None of this touches your credit, and a stack of bartered resources can replace thousands in startup spend.

One email a week with a real next step for broke-but-determined founders — subscribe to the newsletter and don't do this alone.

The 90-day credit-repair-while-you-earn sprint

Run this in parallel with everything above. The goal isn't a perfect score — it's getting out of the danger zone so credit stops gating you.

Days 1–7:

  • Pull all three reports at AnnualCreditReport.com and dispute any errors (a wrong late payment or a debt that isn't yours can cost 50+ points).
  • List every balance, minimum, and due date.

Days 8–30:

  • Set every account to autopay the minimum.

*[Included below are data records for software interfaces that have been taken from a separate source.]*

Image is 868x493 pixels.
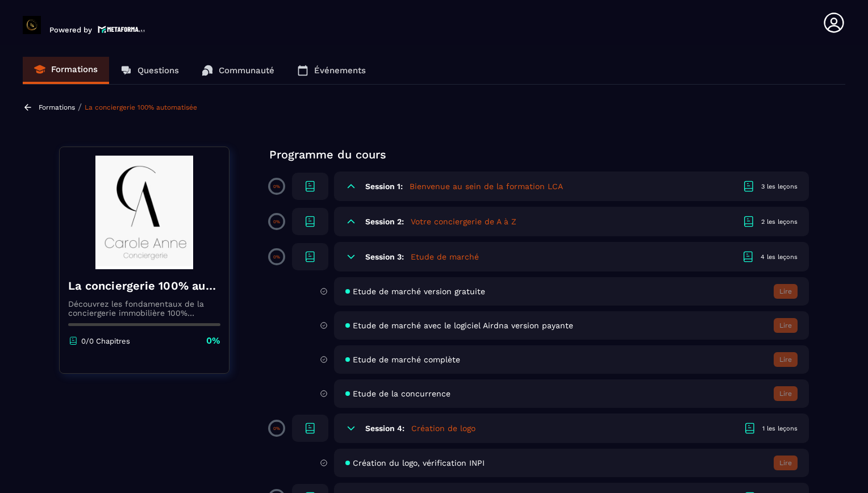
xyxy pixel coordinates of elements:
[269,147,809,162] p: Programme du cours
[51,64,98,75] p: Formations
[273,219,280,224] p: 0%
[286,57,377,84] a: Événements
[314,66,365,76] p: Événements
[411,423,475,434] h5: Création de logo
[353,287,485,296] span: Etude de marché version gratuite
[411,251,479,262] h5: Etude de marché
[365,252,404,261] h6: Session 3:
[761,218,798,226] div: 2 les leçons
[82,337,131,346] p: 0/0 Chapitres
[761,182,798,191] div: 3 les leçons
[98,24,145,34] img: logo
[69,278,221,294] h4: La conciergerie 100% automatisée
[365,182,403,191] h6: Session 1:
[78,101,82,113] span: /
[774,386,798,401] button: Lire
[353,355,460,364] span: Etude de marché complète
[365,424,405,433] h6: Session 4:
[69,156,221,269] img: banner
[273,426,280,431] p: 0%
[191,57,286,84] a: Communauté
[761,253,798,261] div: 4 les leçons
[353,458,485,468] span: Création du logo, vérification INPI
[411,216,517,227] h5: Votre conciergerie de A à Z
[138,66,179,76] p: Questions
[49,26,92,34] p: Powered by
[69,300,221,317] p: Découvrez les fondamentaux de la conciergerie immobilière 100% automatisée. Cette formation est c...
[353,389,451,398] span: Etude de la concurrence
[39,103,75,111] a: Formations
[206,334,221,347] p: 0%
[219,66,274,76] p: Communauté
[774,318,798,333] button: Lire
[23,16,41,34] img: logo-branding
[774,455,798,470] button: Lire
[353,321,574,330] span: Etude de marché avec le logiciel Airdna version payante
[273,184,280,190] p: 0%
[410,181,563,193] h5: Bienvenue au sein de la formation LCA
[85,103,197,111] a: La conciergerie 100% automatisée
[273,254,280,259] p: 0%
[774,352,798,367] button: Lire
[109,57,191,84] a: Questions
[23,57,109,84] a: Formations
[365,217,404,226] h6: Session 2:
[762,424,798,433] div: 1 les leçons
[774,284,798,299] button: Lire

Payment history is ~35% of your FICO; one more on-time month helps.
  • If you're credit-invisible, open a credit-builder loan (Self, or a local credit union) or a secured card ($200 deposit) to start a file.
  • If you have a damaged file, attack the card with the highest utilization, not the highest balance. Getting any single card under 30% used moves the needle fast.

Days 31–90:

  • Negotiate one collection as a "pay-for-delete" in writing, or settle the smallest one.
  • Ask a family member to add you as an authorized user on an old, low-balance card — their history can post to yours.
  • Keep utilization under 30% (under 10% is ideal). Don't close old cards; age helps you.

It's realistic to move a 540 toward the low 600s in 90 days by clearing errors, fixing utilization, and stacking on-time payments — while your business is already earning. That combination, not a single loan, is what gets you funded.

Frequently Asked Questions

Can I start an LLC with bad credit and no money?

Yes. Forming an LLC does not require a credit check, and you file directly with your state for $0–$300. Your personal credit is never pulled to register a business. Pair the LLC with a free EIN from the IRS and you have a legal entity that can build its own credit, separate from your score.

Does starting a business affect my personal credit score?

Not by itself. Registering an LLC and getting an EIN don't touch your personal credit. It only gets affected if you personally guarantee a business loan or credit card, or use a personal card for business expenses. Keep finances separate — separate bank account, separate card — and your business activity stays off your personal report.

Can I get a business loan if my personal credit score is under 600?

Often, yes — just not from a traditional bank. CDFI microloans, Kiva, Accion Opportunity Fund, and revenue-based financers regularly fund founders under 600 because they weigh cash flow and character over FICO. Banks and prime cards generally want 640+. Earn some revenue first; it opens far more doors than a higher score alone.

What business can I start with $0 and run from home?

Service businesses where the customer pays you: virtual assistant, bookkeeping, social media management, freelance writing or design, tutoring, and pet sitting all run from a laptop you already own with no inventory. You collect a deposit up front, so customers fund the work before you spend anything.

How do I build business credit from scratch when I have bad personal credit?

Form an LLC, get an EIN, open a business bank account, register a D-U-N-S number, then open net-30 vendor accounts that report to business bureaus. After 3–6 months of reported on-time payments, add a business card. This builds a credit identity tied to your business, not your personal FICO — see the full step-by-step in how to build business credit from scratch.